A badly preserved mosaic (preserved part—3 × 6 m; Fig. 11) was unearthed in Area F, slightly south of the village. The mosaic, most likely belonging to an unpreserved ecclesiastical building, was made of black, red, gray and white tesserae in a geometric pattern with a meander; its borders were not found. A more complete exposure of this mosaic was the objective of a subsequent salvage excavation in 2019 (Permit No. A-8463).

 

Road(?). The remains of what appears to have been a road were uncovered in the two westernmost areas, outside of the ancient village (Areas A and B). A well-preserved section of the road in Area A shows that it comprised two low, parallel walls and a row of stones in the center (Fig. 12). The strip delineated by these walls was filled with a layer (0.5 m thick) of stones. This road should probably be dated to one of the main phases of occupation at the site, either the Roman or the Byzantine period.

 

Installations. Several bell-shaped water cisterns (opening diam. c. 0.7 m), each several meters deep, were found throughout the site. These cisterns likely date to either the Roman or the Byzantine period. A very large water cistern (length c. 20 m, width 5–7 m, depth 4.6 m, capacity c. 480 cu m; Fig. 13) was uncovered in Area G, near the mosaic floor in Area F. Its walls were coated with a thick layer of hard plaster to buttress the soft rock. The sherds found within the plaster date this cistern to the Byzantine period. Two circular openings were identified in the ceiling of this cistern, while a third one, in its southern wall, may be associated with its reuse in the Mamluk period (below).

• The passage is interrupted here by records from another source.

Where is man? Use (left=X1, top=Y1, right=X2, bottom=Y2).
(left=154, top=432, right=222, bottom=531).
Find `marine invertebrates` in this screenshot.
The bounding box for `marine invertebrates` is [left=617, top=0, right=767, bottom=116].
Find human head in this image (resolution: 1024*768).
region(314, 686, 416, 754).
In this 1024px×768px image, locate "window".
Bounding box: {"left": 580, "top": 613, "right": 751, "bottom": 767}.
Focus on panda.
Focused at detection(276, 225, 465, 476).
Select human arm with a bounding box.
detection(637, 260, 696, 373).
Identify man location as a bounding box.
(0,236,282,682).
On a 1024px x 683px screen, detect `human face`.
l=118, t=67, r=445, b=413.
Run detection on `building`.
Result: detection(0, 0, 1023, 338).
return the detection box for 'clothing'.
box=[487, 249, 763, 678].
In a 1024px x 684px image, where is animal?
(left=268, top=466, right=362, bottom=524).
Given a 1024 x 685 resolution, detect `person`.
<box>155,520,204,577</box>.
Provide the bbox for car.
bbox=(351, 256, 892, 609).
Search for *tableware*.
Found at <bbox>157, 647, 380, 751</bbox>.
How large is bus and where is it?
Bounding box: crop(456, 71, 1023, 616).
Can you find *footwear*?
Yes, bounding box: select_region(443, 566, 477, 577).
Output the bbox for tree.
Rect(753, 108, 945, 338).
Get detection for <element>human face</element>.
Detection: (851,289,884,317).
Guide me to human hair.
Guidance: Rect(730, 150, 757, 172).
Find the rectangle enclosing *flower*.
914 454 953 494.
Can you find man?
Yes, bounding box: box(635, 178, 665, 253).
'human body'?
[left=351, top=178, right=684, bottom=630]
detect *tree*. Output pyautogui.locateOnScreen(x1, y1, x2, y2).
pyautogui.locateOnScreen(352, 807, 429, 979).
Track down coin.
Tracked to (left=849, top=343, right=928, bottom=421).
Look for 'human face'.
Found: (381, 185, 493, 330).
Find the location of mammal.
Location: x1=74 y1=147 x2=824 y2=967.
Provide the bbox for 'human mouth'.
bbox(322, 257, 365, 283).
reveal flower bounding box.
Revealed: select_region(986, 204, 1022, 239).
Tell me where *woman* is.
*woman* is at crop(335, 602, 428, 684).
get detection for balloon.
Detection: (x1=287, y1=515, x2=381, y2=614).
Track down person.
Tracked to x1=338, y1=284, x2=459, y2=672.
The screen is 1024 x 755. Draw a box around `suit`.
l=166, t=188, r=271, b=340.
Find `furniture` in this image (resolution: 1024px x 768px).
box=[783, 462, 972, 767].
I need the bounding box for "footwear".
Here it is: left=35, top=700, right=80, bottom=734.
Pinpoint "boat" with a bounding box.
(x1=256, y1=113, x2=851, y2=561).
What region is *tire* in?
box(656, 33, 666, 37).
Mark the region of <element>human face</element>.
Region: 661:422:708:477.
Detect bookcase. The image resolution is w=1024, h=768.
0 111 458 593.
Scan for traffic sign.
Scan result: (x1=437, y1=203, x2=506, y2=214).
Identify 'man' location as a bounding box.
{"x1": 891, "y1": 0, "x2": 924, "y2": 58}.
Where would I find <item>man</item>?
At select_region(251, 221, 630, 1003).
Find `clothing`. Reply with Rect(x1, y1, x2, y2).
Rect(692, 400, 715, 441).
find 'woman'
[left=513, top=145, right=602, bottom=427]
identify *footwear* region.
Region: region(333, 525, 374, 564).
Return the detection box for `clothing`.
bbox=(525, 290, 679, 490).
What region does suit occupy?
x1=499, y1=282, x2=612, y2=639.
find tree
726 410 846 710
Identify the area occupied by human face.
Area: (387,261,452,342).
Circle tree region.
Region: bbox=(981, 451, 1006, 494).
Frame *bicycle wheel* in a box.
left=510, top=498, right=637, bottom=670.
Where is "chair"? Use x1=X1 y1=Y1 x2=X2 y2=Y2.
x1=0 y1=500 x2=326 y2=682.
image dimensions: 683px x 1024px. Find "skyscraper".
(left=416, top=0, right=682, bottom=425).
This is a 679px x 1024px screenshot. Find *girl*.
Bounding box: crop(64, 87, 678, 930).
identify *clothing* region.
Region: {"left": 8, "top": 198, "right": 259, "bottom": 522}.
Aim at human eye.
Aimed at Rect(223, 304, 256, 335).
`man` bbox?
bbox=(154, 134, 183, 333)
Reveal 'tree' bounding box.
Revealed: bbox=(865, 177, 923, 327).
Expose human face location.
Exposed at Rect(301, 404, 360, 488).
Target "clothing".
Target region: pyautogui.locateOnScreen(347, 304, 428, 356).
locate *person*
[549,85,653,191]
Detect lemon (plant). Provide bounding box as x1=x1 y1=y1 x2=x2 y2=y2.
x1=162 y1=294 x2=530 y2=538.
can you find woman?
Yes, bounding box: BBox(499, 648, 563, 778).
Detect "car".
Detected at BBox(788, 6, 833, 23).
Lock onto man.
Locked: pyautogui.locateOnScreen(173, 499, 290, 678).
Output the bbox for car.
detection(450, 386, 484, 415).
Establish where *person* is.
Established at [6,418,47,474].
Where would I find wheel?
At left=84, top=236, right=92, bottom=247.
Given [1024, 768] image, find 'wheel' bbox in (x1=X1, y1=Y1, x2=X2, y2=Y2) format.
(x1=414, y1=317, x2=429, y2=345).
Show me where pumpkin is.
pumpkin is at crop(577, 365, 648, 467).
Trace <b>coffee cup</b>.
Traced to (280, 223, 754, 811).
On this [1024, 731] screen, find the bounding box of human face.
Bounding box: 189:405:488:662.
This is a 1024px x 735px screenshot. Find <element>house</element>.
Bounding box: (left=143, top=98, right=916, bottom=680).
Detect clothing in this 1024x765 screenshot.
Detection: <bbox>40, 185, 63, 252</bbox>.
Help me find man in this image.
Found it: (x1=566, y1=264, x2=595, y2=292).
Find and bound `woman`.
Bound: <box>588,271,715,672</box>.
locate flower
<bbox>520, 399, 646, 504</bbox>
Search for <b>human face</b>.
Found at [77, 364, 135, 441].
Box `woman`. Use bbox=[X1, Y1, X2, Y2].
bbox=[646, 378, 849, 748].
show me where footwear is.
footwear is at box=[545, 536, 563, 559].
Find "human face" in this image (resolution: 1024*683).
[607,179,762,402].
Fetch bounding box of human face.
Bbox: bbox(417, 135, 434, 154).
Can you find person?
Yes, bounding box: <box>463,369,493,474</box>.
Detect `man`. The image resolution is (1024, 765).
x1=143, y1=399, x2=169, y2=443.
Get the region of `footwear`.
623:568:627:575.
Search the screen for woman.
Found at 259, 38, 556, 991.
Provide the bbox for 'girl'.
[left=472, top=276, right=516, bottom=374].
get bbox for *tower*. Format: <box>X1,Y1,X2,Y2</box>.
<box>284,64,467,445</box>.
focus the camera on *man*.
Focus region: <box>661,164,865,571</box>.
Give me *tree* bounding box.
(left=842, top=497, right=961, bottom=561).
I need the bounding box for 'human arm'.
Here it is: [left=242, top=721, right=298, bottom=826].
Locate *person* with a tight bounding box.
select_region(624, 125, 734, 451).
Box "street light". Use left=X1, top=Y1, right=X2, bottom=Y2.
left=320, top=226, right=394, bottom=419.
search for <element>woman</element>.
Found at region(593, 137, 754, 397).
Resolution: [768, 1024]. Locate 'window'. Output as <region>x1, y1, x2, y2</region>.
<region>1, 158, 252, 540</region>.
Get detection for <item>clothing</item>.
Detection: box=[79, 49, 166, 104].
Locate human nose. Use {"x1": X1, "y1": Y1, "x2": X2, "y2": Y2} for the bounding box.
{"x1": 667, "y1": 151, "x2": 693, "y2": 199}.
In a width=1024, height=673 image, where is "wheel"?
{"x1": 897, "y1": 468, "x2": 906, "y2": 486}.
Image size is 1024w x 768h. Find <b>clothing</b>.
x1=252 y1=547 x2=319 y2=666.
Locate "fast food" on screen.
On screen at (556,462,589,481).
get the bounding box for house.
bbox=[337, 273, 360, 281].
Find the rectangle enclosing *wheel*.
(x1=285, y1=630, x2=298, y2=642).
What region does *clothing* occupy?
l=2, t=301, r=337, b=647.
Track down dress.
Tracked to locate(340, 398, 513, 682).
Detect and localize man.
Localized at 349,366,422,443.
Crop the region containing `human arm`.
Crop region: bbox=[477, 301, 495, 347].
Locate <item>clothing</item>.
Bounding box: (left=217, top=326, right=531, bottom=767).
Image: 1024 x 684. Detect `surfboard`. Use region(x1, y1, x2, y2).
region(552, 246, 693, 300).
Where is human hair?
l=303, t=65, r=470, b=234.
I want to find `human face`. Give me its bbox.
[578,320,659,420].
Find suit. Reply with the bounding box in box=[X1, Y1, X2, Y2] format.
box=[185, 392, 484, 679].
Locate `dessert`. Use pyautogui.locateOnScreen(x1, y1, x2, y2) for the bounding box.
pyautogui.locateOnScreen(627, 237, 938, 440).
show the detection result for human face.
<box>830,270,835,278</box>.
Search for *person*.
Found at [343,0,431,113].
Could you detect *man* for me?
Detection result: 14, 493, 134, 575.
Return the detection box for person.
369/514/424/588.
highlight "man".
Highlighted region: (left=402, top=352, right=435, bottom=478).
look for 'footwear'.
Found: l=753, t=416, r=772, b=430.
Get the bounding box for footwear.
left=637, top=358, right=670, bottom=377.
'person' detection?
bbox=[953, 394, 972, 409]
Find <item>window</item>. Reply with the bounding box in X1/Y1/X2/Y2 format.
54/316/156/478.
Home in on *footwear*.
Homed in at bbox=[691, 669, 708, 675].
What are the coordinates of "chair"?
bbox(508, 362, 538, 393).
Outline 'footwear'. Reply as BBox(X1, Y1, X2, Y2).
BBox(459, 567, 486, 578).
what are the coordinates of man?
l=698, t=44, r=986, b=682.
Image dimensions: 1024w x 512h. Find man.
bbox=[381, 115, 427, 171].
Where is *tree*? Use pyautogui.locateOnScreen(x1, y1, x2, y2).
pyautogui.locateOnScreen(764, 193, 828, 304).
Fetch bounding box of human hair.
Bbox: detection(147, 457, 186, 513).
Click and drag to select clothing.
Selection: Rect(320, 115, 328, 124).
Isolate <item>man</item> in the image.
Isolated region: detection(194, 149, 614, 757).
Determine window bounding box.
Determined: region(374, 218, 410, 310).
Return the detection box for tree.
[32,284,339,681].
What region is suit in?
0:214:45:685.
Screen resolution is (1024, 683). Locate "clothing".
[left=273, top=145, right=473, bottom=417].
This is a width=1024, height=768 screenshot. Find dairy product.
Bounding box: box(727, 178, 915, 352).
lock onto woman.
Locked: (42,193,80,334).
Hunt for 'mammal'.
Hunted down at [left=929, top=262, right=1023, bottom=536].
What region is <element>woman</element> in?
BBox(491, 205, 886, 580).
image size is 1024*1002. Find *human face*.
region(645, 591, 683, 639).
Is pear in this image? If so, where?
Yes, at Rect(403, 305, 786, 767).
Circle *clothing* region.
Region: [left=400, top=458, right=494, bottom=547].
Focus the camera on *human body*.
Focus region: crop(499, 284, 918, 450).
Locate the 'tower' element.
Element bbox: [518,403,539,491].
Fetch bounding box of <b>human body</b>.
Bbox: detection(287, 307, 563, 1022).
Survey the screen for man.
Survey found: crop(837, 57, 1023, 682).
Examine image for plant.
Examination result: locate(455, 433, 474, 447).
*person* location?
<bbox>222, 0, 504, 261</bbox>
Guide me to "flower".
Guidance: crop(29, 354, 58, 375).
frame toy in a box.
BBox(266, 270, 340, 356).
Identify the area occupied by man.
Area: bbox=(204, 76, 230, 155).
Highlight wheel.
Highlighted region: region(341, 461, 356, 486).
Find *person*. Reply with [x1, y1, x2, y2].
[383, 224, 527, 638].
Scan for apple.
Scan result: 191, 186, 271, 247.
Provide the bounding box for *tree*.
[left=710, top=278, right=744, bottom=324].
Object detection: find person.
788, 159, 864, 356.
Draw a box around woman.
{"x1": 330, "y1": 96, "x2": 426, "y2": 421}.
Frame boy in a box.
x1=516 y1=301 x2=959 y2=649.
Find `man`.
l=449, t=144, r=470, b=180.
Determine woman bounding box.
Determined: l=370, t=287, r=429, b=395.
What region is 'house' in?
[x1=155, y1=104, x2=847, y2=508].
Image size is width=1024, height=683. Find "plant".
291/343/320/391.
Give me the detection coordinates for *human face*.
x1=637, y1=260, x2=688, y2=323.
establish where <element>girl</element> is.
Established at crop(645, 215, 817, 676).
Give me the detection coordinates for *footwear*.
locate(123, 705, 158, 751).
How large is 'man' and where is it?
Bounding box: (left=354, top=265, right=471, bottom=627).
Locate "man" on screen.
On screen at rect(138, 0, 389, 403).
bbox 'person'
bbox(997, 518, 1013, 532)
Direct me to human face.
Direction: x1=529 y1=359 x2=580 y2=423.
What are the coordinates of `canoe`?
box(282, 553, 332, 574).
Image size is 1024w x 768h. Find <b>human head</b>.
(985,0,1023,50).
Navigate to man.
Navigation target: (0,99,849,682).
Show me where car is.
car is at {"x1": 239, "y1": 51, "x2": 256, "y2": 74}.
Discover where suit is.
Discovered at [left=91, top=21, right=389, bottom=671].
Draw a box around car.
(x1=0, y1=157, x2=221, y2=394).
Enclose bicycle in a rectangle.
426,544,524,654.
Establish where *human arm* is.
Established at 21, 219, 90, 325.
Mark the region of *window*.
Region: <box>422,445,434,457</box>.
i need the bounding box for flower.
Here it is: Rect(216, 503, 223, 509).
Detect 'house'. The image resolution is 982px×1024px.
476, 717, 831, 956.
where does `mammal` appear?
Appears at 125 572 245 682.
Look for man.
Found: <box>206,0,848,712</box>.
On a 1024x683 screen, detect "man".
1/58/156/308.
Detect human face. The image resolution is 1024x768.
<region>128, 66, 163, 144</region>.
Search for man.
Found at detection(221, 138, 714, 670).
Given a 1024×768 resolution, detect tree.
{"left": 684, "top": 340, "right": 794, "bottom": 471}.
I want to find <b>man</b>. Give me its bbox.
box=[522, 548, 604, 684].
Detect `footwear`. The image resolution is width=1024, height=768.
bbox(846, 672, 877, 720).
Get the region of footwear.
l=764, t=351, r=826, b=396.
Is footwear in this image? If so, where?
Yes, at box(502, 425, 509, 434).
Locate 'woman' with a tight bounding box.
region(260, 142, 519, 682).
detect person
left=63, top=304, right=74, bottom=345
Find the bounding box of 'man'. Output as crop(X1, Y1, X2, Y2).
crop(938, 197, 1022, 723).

Two small quarries in Area K and a large one in Area J were exposed (Figs. 14, 15). These quarries were most likely created in either the Roman or the Byzantine period, when other quarrying activity took place at the site. Together with the Roman-period rock-hewn pottery kiln and the Byzantine-period structures that were partly built into the slope, these features suggest a general preference for constructing rock-hewn structures instead of erecting strictly aboveground buildings.

A refuse pit of a Byzantine-period pottery workshop, containing mainly handles and rims and some wasters, was found in one of the rooms in Area H. No other remains of a pottery workshop from this period were found.

The remains of the oil press previously documented by Frankel and Getzov (1997), comprising the base of a screw press with a square hole, a Bet Ha-‘Emeq-type press weight and a perforated pillar, used to anchor a pressing beam, were found close to the large cistern in Area G. These remains, while not in situ, almost certainly originated at the site, given their considerable weight.

 

Mamluk-Period Remains (fourteenth–fifteenth centuries CE)

Remains of this period were found near the surface in most of the excavation areas. No architectural remains other than terrace walls could be ascribed to this period. A round installation, built of large radially arranged stones, was uncovered within the large Byzantine-period cistern in Area G (Fig. 16). It was probably constructed at the same time as the opening in the cistern’s southern wall, which allowed easier access into the cistern. The placing of this installation within the roofed cistern indicates that it may have been part of an oil press.

 

Summary

The remains uncovered at Khirbat Bat el-Jebel include a Bronze Age winepress of the Ta‘anakh type. Remains of a pottery workshop were all that was exposed of the Roman-period occupation at the site. The finds from the Byzantine-period village were more substantial, including buildings, agricultural and industrial installations, as well as a road and a mosaic floor located south of the village, indicating that it had expanded in size at that time. An olive press(?) and scattered remnants of terrace walls belong to the Mamluk period.